SAIC Wins $3.6 Billion U.S. Army Contract for Engineering Services Supporting Hardware-in-the-Loop and Modeling & Simulation Development

Location:

USA

Company:

SAIC

Estimated Cost:

-

Source:

businesswire.com

Introduction:

The U.S. Army awarded Science Applications International Corp. a $3.6 billion contract to continue providing engineering services supporting hardware-in-the-loop (HWIL) and modeling & simulation development for the U.S. Army Combat Capabilities Development Command, Aviation & Missile Center Software, Simulation, Systems Engineering and Integration (S3I) Directorate.

Features:

The potential eight-year contract, with a possible six-month extension, enables SAIC to continue providing engineering services supporting the full life cycle for AvMC HWIL techniques for development and testing of embedded systems, as well as for force protection, trainers, and virtual, interactive and multimedia systems. These products include systems, subsystems, components and software versions and hardware configurations that meet a measurable and testable set of requirements.
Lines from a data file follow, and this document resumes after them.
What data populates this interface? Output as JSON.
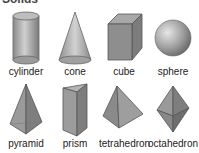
{
  "title_clipped": "Solids",
  "shapes": [
    {
      "name": "cylinder"
    },
    {
      "name": "cone"
    },
    {
      "name": "cube"
    },
    {
      "name": "sphere"
    },
    {
      "name": "pyramid"
    },
    {
      "name": "prism"
    },
    {
      "name": "tetrahedron"
    },
    {
      "name": "octahedron"
    }
  ],
  "colors": {
    "shape_fill": "#9a9a9a",
    "shape_light": "#c4c4c4",
    "shape_dark": "#6e6e6e",
    "edge": "#5a5a5a"
  }
}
Work under this contract will be performed primarily in Huntsville, Alabama, and was under the General Services Administration’s One Acquisition Solution for Integrated Services (OASIS) professional services contract, which is managed by the Army Contracting Command - Redstone Arsenal. This contract is the fourth significant award to support the S3I Directorate for SAIC, totaling more than $8.1 billion. During the past year, SAIC won a $2.9 billion contract for software development and maintenance services, an $830 million contract for aviation systems engineering services, and an $800 million contract for modeling & simulation systems engineering support services.

The Army DEVCOM AvMC, S3I Directorate develops and delivers responsive aviation, missile and calibration materiel readiness in order to optimize joint warfighter capabilities at the point of need. With hardware-in-the-loop and modeling & simulation, SAIC engineers are able to cost-effectively test aircraft components such as electronic control units and line-replaceable units, running these components through complex scenarios.